[History of the English People, Volume II (of 8) by John Richard Green]@TWC D-Link bookHistory of the English People, Volume II (of 8) CHAPTER IV 83/117
From every hundred came groups of twelve sworn deputies, the "jurors" through whom the presentments of the district were made to the royal officer and with whom the assessment of its share in the general taxation was arranged.
The husbandmen on the outskirts of the crowd, clad in the brown smock frock which still lingers in the garb of our carters and ploughmen, were broken up into little knots of five, a reeve and four assistants, each of which knots formed the representative of a rural township.
If in fact we regard the Shire Courts as lineally the descendants of our earliest English Witenagemots, we may justly claim the principle of parliamentary representation as among the oldest of our institutions. [Sidenote: Knights of the Shire] It was easy to give this principle a further extension by the choice of representatives of the lesser barons in the shire courts to which they were summoned; but it was only slowly and tentatively that this process was applied to the reconstitution of the Great Council.
As early as the close of John's reign there are indications of the approaching change in the summons of "four discreet knights" from every county.
Fresh need of local support was felt by both parties in the conflict of the succeeding reign, and Henry and his barons alike summoned knights from each shire "to meet on the common business of the realm." It was no doubt with the same purpose that the writs of Earl Simon ordered the choice of knights in each shire for his famous Parliament of 1265.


## Problem requirements
Strip out the pictures and transcribe the records that follow exactly.

## Data to use
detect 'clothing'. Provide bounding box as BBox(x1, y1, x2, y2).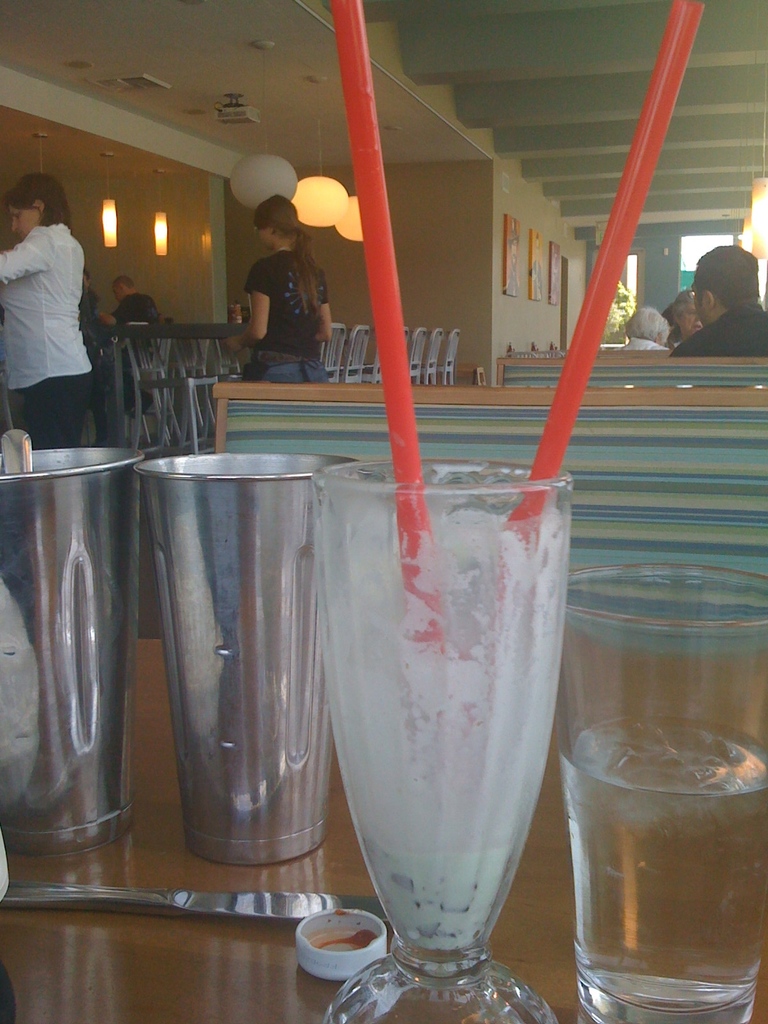
BBox(246, 243, 340, 388).
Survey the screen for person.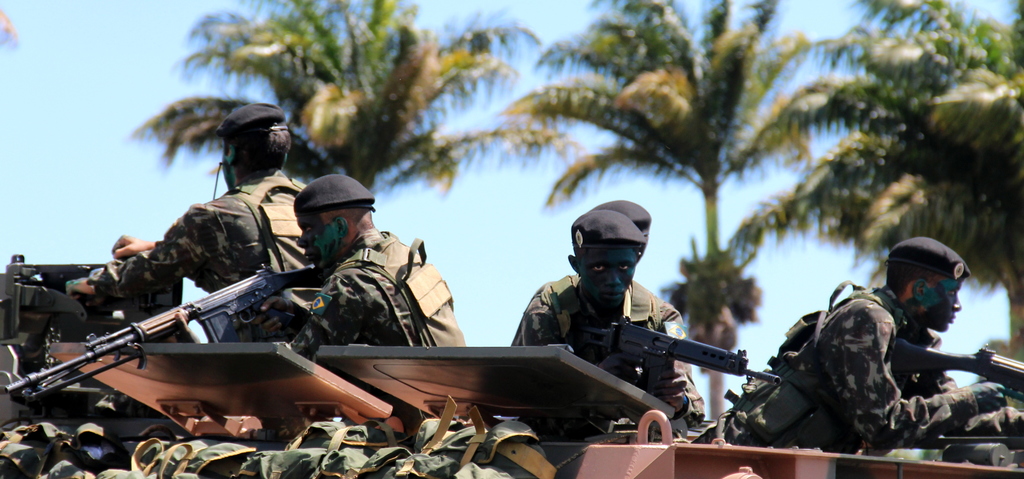
Survey found: Rect(508, 216, 717, 448).
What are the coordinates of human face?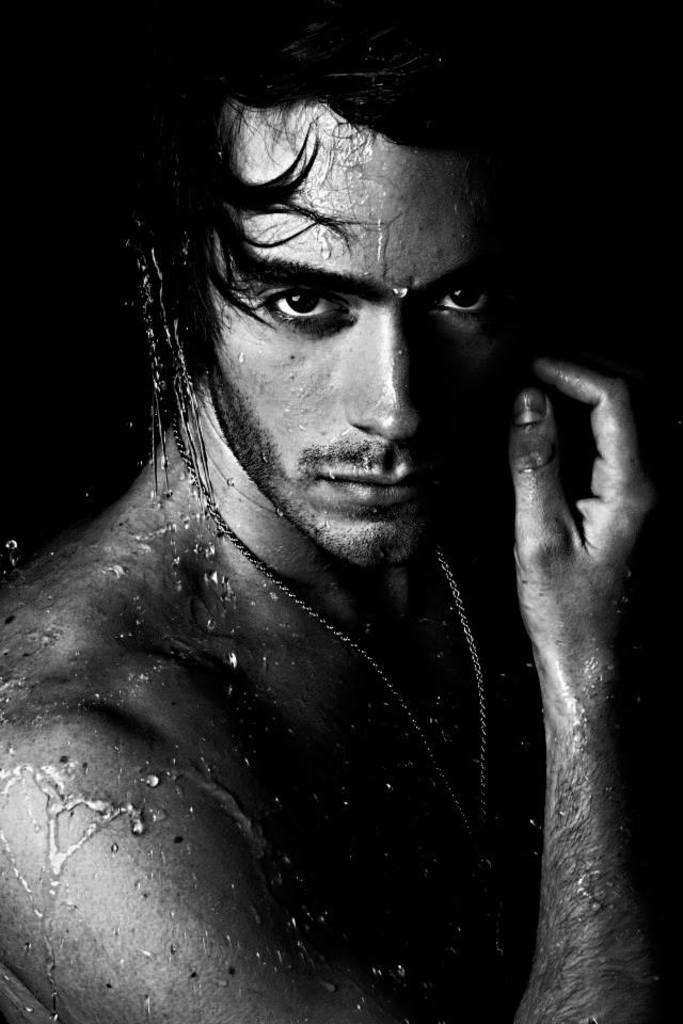
select_region(185, 94, 526, 578).
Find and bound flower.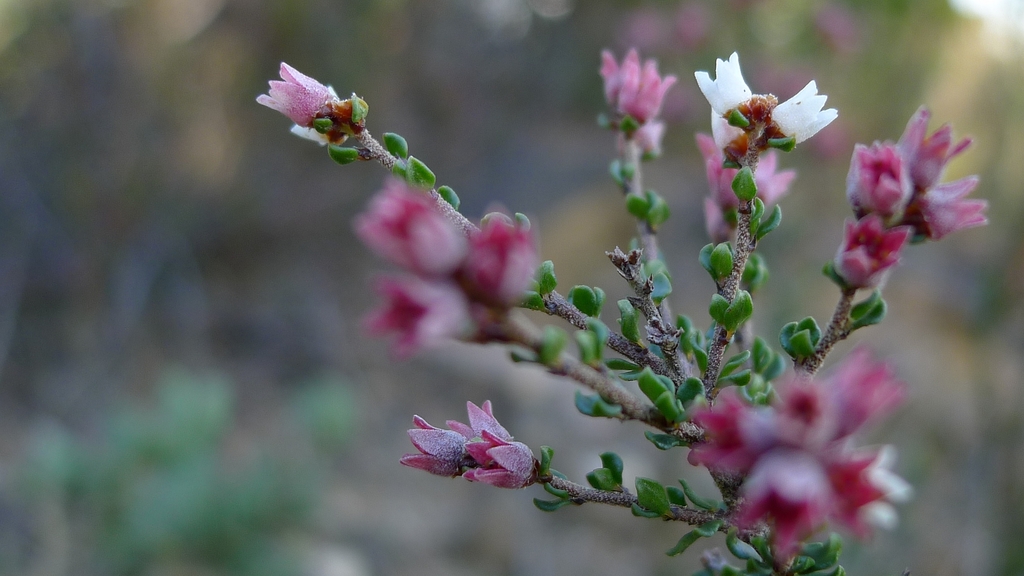
Bound: box=[396, 396, 542, 489].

## Answer below
detect 'clothing'. Provide bounding box as BBox(x1, y1, x2, y2).
BBox(246, 243, 340, 388).
Survey the screen for person.
Survey found: Rect(508, 216, 717, 448).
What are the coordinates of human face?
select_region(185, 94, 526, 578).
Find and bound flower.
Bound: box=[396, 396, 542, 489].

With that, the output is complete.